‘This is a bet for us’: BuzzFeed looks to blend video and experiential with Internet Live

BuzzFeed

Digital-native publishers such as Complex and Refinery29 have had success bringing their brands to life with events. BuzzFeed’s attempt at this involves taking internet culture out of our computers, putting it on stage, filming it, and stuffing it back in.

On July 25, about 700 people gathered at Webster Hall in Manhattan for a taping of Internet Live, a kind of variety show that BuzzFeed will distribute as a video on August 4. Produced in partnership with Show Shop, the BuzzFeed event offered attendees a chaotic blitz of musical performances, skits, interviews and presentations. Headlined by talent ranging from Lil’ Nas X to JoJo Siwa to Mayor Bill De Blasio, the event, which BuzzFeed began discussing internally this spring, represents another attempt by BuzzFeed to mix its enormous social footprint, video and content expertise into a new business opportunity.

“This is a bet for us,” said Ben Kaufman, BuzzFeed’s CMO. “This is us believing there’s a real business here, whether it’s selling this show to a network, selling brand integrations, selling merch; this is something that BuzzFeed has a unique right to do.”

The bet likely cost a fair number of chips. While BuzzFeed declined to comment on how much Internet Live cost to produce, two sources in the events industry estimated that Internet Live’s likely ran well into the six figures, depending on how much of a deal they were able to get on the talent.

“If you told me that a show with all these artists cost $500,000, I wouldn’t blink,” one said, adding later that BuzzFeed’s reach and clout could have bent the event’s talent costs down from that sticker price.

Without commenting specifically on that price, Kaufman noted that BuzzFeed’s cultural standing and clout helped with that. “BuzzFeed’s brand is an amazing convening power of talent,” he said. “This cost far less than it would if we weren’t BuzzFeed.”

Those are large sums for most publishers, but BuzzFeed, which has raised nearly $500 million since its inception, is one of the few digital-native publishers big enough to experiment in this way. BuzzFeed generated more than $300 million in revenue in 2018, but failed to turn a profit, according to The New York Times.

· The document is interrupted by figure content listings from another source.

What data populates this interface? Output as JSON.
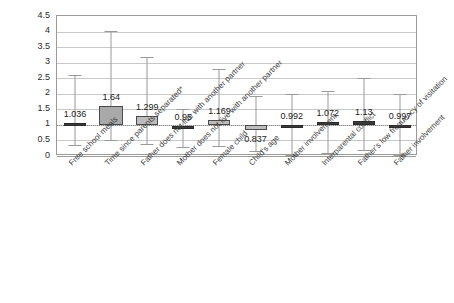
{
  "chart_data": {
    "type": "box",
    "title": "",
    "subtitle": "",
    "xlabel": "",
    "ylabel": "",
    "ylim": [
      0,
      4.5
    ],
    "ytick_labels": [
      "4.5",
      "4",
      "3.5",
      "3",
      "2.5",
      "2",
      "1.5",
      "1",
      "0.5",
      "0"
    ],
    "ytick_values": [
      4.5,
      4,
      3.5,
      3,
      2.5,
      2,
      1.5,
      1,
      0.5,
      0
    ],
    "grid": "horizontal",
    "legend": "none",
    "reference_line": 1,
    "categories": [
      "Free school meals",
      "Time since parents separated*",
      "Father does not live with another partner",
      "Mother does not live with another partner",
      "Female child",
      "Child's age",
      "Mother involvement",
      "Interparental conflict",
      "Father's low frequency of visitation",
      "Father involvement"
    ],
    "boxes": [
      {
        "category": "Free school meals",
        "label": "1.036",
        "label_position": "left",
        "point_estimate": 1.036,
        "box_low": 1.0,
        "box_high": 1.07,
        "whisker_low": 0.36,
        "whisker_high": 2.6,
        "style": "thin"
      },
      {
        "category": "Time since parents separated*",
        "label": "1.64",
        "label_position": "above",
        "point_estimate": 1.64,
        "box_low": 1.0,
        "box_high": 1.62,
        "whisker_low": 0.5,
        "whisker_high": 4.03,
        "style": "dark"
      },
      {
        "category": "Father does not live with another partner",
        "label": "1.299",
        "label_position": "above",
        "point_estimate": 1.299,
        "box_low": 1.0,
        "box_high": 1.3,
        "whisker_low": 0.4,
        "whisker_high": 3.18,
        "style": "normal"
      },
      {
        "category": "Mother does not live with another partner",
        "label": "0.95",
        "label_position": "above",
        "point_estimate": 0.95,
        "box_low": 0.9,
        "box_high": 0.98,
        "whisker_low": 0.28,
        "whisker_high": 1.52,
        "style": "thin"
      },
      {
        "category": "Female child",
        "label": "1.169",
        "label_position": "above",
        "point_estimate": 1.169,
        "box_low": 1.0,
        "box_high": 1.17,
        "whisker_low": 0.32,
        "whisker_high": 2.81,
        "style": "normal"
      },
      {
        "category": "Child's age",
        "label": "0.837",
        "label_position": "below",
        "point_estimate": 0.837,
        "box_low": 0.84,
        "box_high": 0.99,
        "whisker_low": 0.17,
        "whisker_high": 1.93,
        "style": "normal"
      },
      {
        "category": "Mother involvement",
        "label": "0.992",
        "label_position": "above",
        "point_estimate": 0.992,
        "box_low": 0.98,
        "box_high": 1.0,
        "whisker_low": 0.02,
        "whisker_high": 2.0,
        "style": "thin"
      },
      {
        "category": "Interparental conflict",
        "label": "1.072",
        "label_position": "above",
        "point_estimate": 1.072,
        "box_low": 1.0,
        "box_high": 1.08,
        "whisker_low": 0.09,
        "whisker_high": 2.09,
        "style": "thin"
      },
      {
        "category": "Father's low frequency of visitation",
        "label": "1.13",
        "label_position": "above",
        "point_estimate": 1.13,
        "box_low": 1.0,
        "box_high": 1.13,
        "whisker_low": 0.18,
        "whisker_high": 2.5,
        "style": "thin"
      },
      {
        "category": "Father involvement",
        "label": "0.997",
        "label_position": "above",
        "point_estimate": 0.997,
        "box_low": 0.99,
        "box_high": 1.0,
        "whisker_low": 0.03,
        "whisker_high": 2.0,
        "style": "thin"
      }
    ],
    "colors": {
      "box_fill": "#bdbdbd",
      "box_fill_highlight": "#a9a9a9",
      "box_edge": "#4a4a4a",
      "whisker": "#9a9a9a",
      "grid": "#c8c8c8",
      "frame": "#9b9b9b",
      "text": "#2b2b2b",
      "background": "#ffffff"
    }
  }
}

To fill the room, BuzzFeed invited members of its BuzzKeepers, a kind of focus group it maintains, plus staffers, journalists, and a few clients, Kaufman said.

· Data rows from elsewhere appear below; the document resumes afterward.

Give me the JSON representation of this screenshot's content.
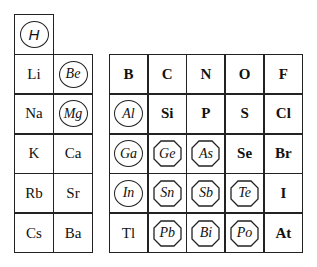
{
  "legend_markers": {
    "circle": "circled symbol",
    "octagon": "octagon-framed symbol"
  },
  "top": {
    "symbol": "H",
    "marker": "circle"
  },
  "left_block": {
    "rows": [
      [
        {
          "symbol": "Li",
          "marker": "none"
        },
        {
          "symbol": "Be",
          "marker": "circle"
        }
      ],
      [
        {
          "symbol": "Na",
          "marker": "none"
        },
        {
          "symbol": "Mg",
          "marker": "circle"
        }
      ],
      [
        {
          "symbol": "K",
          "marker": "none"
        },
        {
          "symbol": "Ca",
          "marker": "none"
        }
      ],
      [
        {
          "symbol": "Rb",
          "marker": "none"
        },
        {
          "symbol": "Sr",
          "marker": "none"
        }
      ],
      [
        {
          "symbol": "Cs",
          "marker": "none"
        },
        {
          "symbol": "Ba",
          "marker": "none"
        }
      ]
    ]
  },
  "right_block": {
    "rows": [
      [
        {
          "symbol": "B",
          "marker": "bold"
        },
        {
          "symbol": "C",
          "marker": "bold"
        },
        {
          "symbol": "N",
          "marker": "bold"
        },
        {
          "symbol": "O",
          "marker": "bold"
        },
        {
          "symbol": "F",
          "marker": "bold"
        }
      ],
      [
        {
          "symbol": "Al",
          "marker": "circle"
        },
        {
          "symbol": "Si",
          "marker": "bold"
        },
        {
          "symbol": "P",
          "marker": "bold"
        },
        {
          "symbol": "S",
          "marker": "bold"
        },
        {
          "symbol": "Cl",
          "marker": "bold"
        }
      ],
      [
        {
          "symbol": "Ga",
          "marker": "circle"
        },
        {
          "symbol": "Ge",
          "marker": "octagon"
        },
        {
          "symbol": "As",
          "marker": "octagon"
        },
        {
          "symbol": "Se",
          "marker": "bold"
        },
        {
          "symbol": "Br",
          "marker": "bold"
        }
      ],
      [
        {
          "symbol": "In",
          "marker": "circle"
        },
        {
          "symbol": "Sn",
          "marker": "octagon"
        },
        {
          "symbol": "Sb",
          "marker": "octagon"
        },
        {
          "symbol": "Te",
          "marker": "octagon"
        },
        {
          "symbol": "I",
          "marker": "bold"
        }
      ],
      [
        {
          "symbol": "Tl",
          "marker": "none"
        },
        {
          "symbol": "Pb",
          "marker": "octagon"
        },
        {
          "symbol": "Bi",
          "marker": "octagon"
        },
        {
          "symbol": "Po",
          "marker": "octagon"
        },
        {
          "symbol": "At",
          "marker": "bold"
        }
      ]
    ]
  }
}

While its presentation at times felt ragged in person, the night’s programming had a refreshingly wholesome flavor. The female cast members of “Jersey Shore” participated in a good naturedly catty sandwich-making contest; Mayor Bill de Blasio and his wife, Chirlane McCray, played the Newlywed Game-style during a conversation with BuzzFeed News editor Ben Smith. On a separate stage, two BuzzFeed editorial staffers, Ryan Broderick and Katie Notopoulos, walked through a PowerPoint presentation about a gamer and cosplayer, Belle Delphine, who sold her bathwater to gamers; Sam Primack, currently starring in the Broadway play “Dear Evan Hansen,” earned big applause for a performance of “Waving Through the Window.”

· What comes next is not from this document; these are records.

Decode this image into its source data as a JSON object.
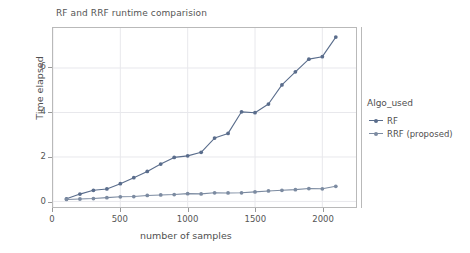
{
  "chart_data": {
    "type": "line",
    "title": "RF and RRF runtime comparision",
    "xlabel": "number of samples",
    "ylabel": "Time elapsed",
    "xlim": [
      0,
      2250
    ],
    "ylim": [
      -0.25,
      7.8
    ],
    "xticks": [
      "0",
      "500",
      "1000",
      "1500",
      "2000"
    ],
    "xtick_values": [
      0,
      500,
      1000,
      1500,
      2000
    ],
    "yticks": [
      "0",
      "2",
      "4",
      "6"
    ],
    "ytick_values": [
      0,
      2,
      4,
      6
    ],
    "grid": true,
    "legend_position": "right",
    "legend_title": "Algo_used",
    "x": [
      100,
      200,
      300,
      400,
      500,
      600,
      700,
      800,
      900,
      1000,
      1100,
      1200,
      1300,
      1400,
      1500,
      1600,
      1700,
      1800,
      1900,
      2000,
      2100
    ],
    "series": [
      {
        "name": "RF",
        "color": "#5a6d8c",
        "marker": "circle",
        "values": [
          0.12,
          0.33,
          0.5,
          0.56,
          0.8,
          1.07,
          1.35,
          1.68,
          1.98,
          2.05,
          2.21,
          2.85,
          3.06,
          4.03,
          3.99,
          4.38,
          5.24,
          5.83,
          6.4,
          6.51,
          7.39
        ]
      },
      {
        "name": "RRF (proposed)",
        "color": "#7c8ba1",
        "marker": "circle",
        "values": [
          0.09,
          0.11,
          0.13,
          0.17,
          0.21,
          0.22,
          0.27,
          0.29,
          0.31,
          0.35,
          0.34,
          0.39,
          0.38,
          0.39,
          0.43,
          0.47,
          0.5,
          0.53,
          0.58,
          0.57,
          0.68
        ]
      }
    ]
  },
  "legend": {
    "title": "Algo_used",
    "entries": [
      {
        "label": "RF",
        "color": "#5a6d8c"
      },
      {
        "label": "RRF (proposed)",
        "color": "#7c8ba1"
      }
    ]
  },
  "colors": {
    "rf": "#5a6d8c",
    "rrf": "#7c8ba1",
    "grid": "#e8e8ec",
    "spine": "#b9b9b9",
    "text": "#4f4f4f",
    "background": "#ffffff"
  }
}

Not all the show’s segments worked. The audience largely ignored a conversation between BuzzFeed News reporter Zahra Hirji and Alexandra Villaseñor, a teenaged climate change activist; a live set by comedian Eva Victor failed to hold the audience’s attention; a bit about memes starring SNL cast member Heidi Gardner earned no laughs.

But taken in total, Internet Live holds the raw material for something that could appeal to a wide audience, along with plenty of space for advertising activations. “Our goal is to crack a format the audience loves,” Kaufman said. “You’ll see natural moments where you could imagine a brand, but we have no [brand activations] for this show intentionally.”

Publishers began leaning into experiential marketing several years ago in a bid to diversify their revenues. Some events created by digital publishers, such as Complex Networks’ ComplexCon or Refinery29’s 29Rooms, have grown into programs that generate millions of dollars a year in revenue.

To date, BuzzFeed’s forays into events have been more limited. While it has organized non-sponsored events in the past – an event called Queer Prom, for example, which it presented during Pride Month in 2017 and 2018 – much of BuzzFeed’s experiential work has been of the built-if-sold variety, Kaufman said. Two recent examples include Camp Better Money Habits, which it produced as part of a deal with Bank of America and Kamp Kona, produced for Hyundai (Neither has any relation to Camp, the Kaufman-founded toy store that opened this past winter).

Internet Live is different because it is built to support more ways to make money. The event, which was filmed with multiple cameras, will be cut into a single show, likely to last about 20 minutes, that will be distributed across YouTube, Facebook, Twitter, Snapchat and BuzzFeed’s own websites in early August. Kaufman said BuzzFeed will explore the prospect of selling Internet Live as a regular show to either a platform or to a television network.

Though this first Internet Live was free, Kaufman listed ticket sales, along with sponsorship, video ad sales and licensing among the other possible revenue streams that subsequent versions could have.

“It’s cool to see them still doing innovative stuff like this,” said Joe Cooper, a creative director at events production and creative agency L37. “The fact that they pulled it off in under a month is crazy.”